In 1850, Longfellow published another collection of poems, The Seaside and the Fireside. The title indicates two of the settings that conveyed some of the author's most characteristic themes, the sea and the family circle. This volume contains The Building of the Ship, which draws on Longfellow's familiarity with shipbuilding in Maine for its primary subject matter. The newly built ship symbolizes the nation, especially in the final stanza, which begins with the lines "Thou, too, sail on, O Ship of State!/Sail on, O Union, strong and great!" A decade later, President Abraham Lincoln was deeply moved by these lines.

In 1854, Longfellow left Harvard to devote full time to writing poetry. The next seven years were the most productive of his career. Evangeline had revealed Longfellow's special ability in writing long narrative poems. He returned to this type of work successfully three more times--in The Song of Hiawatha (1855), The Courtship of Miles Standish (1858), and Tales of a Wayside Inn (1863, 1872, 1873).

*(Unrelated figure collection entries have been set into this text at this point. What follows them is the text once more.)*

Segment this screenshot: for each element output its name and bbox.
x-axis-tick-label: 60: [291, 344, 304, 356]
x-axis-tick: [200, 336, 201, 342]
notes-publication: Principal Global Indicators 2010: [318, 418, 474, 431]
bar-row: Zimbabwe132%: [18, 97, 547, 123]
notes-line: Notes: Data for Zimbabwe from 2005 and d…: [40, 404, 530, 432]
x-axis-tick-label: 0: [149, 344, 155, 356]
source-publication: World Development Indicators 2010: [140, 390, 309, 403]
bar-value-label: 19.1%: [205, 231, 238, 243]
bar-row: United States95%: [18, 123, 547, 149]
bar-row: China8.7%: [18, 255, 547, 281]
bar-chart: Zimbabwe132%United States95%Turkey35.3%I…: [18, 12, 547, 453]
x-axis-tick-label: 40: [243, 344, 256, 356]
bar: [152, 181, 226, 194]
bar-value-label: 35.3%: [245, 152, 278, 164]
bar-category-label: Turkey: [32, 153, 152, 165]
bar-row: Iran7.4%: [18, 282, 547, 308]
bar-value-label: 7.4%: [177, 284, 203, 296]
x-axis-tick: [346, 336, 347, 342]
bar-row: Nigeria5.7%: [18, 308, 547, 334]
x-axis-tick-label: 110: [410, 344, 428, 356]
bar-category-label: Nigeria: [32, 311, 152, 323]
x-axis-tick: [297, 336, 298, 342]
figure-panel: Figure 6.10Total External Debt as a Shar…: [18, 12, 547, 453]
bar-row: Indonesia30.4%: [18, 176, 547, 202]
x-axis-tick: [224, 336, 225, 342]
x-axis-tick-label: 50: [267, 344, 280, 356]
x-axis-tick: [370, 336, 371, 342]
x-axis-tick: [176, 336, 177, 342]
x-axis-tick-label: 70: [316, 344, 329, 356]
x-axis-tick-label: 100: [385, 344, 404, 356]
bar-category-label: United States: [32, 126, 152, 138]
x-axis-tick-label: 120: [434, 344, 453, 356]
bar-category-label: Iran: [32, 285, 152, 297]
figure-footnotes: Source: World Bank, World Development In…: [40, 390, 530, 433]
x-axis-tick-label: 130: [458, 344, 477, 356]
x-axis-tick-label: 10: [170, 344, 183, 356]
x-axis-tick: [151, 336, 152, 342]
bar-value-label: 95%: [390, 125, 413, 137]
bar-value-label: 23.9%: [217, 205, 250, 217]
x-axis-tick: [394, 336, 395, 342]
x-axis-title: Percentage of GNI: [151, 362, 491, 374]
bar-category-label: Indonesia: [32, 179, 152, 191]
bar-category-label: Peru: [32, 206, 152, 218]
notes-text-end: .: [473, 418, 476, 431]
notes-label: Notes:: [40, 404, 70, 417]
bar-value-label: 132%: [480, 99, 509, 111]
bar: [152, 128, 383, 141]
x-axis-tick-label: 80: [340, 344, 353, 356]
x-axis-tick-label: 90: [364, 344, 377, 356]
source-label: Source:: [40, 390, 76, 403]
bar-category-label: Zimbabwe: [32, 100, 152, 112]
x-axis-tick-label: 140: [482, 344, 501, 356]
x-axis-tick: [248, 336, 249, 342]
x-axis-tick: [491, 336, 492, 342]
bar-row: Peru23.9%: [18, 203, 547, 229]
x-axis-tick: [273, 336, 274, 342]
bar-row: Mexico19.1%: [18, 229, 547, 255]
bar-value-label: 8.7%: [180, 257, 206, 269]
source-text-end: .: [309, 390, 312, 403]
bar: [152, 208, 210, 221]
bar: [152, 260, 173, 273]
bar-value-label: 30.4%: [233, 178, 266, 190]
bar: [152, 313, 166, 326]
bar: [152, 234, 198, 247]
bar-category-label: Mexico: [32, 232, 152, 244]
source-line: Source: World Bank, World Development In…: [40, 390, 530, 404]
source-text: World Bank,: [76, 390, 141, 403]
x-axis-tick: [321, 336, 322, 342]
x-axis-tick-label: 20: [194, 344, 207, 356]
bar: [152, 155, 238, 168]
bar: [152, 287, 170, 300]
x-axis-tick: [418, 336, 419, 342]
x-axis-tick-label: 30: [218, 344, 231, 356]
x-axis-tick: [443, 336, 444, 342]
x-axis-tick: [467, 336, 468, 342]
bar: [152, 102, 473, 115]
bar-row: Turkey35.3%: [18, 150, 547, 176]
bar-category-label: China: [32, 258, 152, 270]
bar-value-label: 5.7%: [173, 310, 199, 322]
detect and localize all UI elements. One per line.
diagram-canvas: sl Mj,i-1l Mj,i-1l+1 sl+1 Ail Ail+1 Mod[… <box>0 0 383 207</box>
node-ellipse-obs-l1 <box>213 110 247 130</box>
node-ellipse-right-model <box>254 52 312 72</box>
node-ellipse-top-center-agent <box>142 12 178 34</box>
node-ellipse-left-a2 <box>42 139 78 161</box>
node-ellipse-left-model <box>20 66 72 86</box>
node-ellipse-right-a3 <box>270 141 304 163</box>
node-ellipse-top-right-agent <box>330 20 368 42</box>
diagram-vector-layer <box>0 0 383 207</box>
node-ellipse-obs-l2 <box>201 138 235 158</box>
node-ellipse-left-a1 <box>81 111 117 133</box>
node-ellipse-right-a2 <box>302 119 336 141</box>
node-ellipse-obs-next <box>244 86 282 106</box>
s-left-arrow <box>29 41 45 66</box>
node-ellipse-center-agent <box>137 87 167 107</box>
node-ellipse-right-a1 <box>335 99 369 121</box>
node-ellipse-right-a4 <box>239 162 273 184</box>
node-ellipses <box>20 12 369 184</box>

Longfellow's verse was translated into many languages, and he became known throughout the Western world.

Tragedy struck Longfellow again on July 9, 1861. His wife, Frances, accidentally set her dress afire. Frances was fatally burned despite Longfellow's efforts to smother the fire with his hands and a rug. Frances was buried on the 18th anniversary of her marriage to Longfellow. However, Longfellow was too badly burned and grief-stricken to attend his wife's funeral.

It was 18 years later and just three years before his own death that Longfellow wrote The Cross of Snow. The Cross of Snow was a sonnet (14-line poem) about Frances that some critics consider Longfellow's best work.

By 1868, when he took another trip abroad, Longfellow was known as "the grand old man of American letters." While in England, he received honorary degrees from Oxford and Cambridge universities, and was granted private meetings with Queen Victoria and Prince Albert. Longfellow died in Craigie House on March 24, 1882.


Contributor: Sargent Bush, Jr., Ph.D., Prof. of English, Univ. of Wisconsin-Madison.

Additional resources

Arvin, Newton. Longfellow: His Life and Work. 1963. Reprint. Greenwood, 1977.

Wagenknecht, Edward C. Henry Wadsworth Longfellow: His Poetry and Prose. Ungar, 1986. Henry Wadsworth Longfellow: Portrait of an American Humanist. Abridged ed. of Longfellow: A Full-Length Portrait. 1966. Reprint. 1985.

Williams, Cecil B. Henry Wadsworth Longfellow. Twayne, 1964.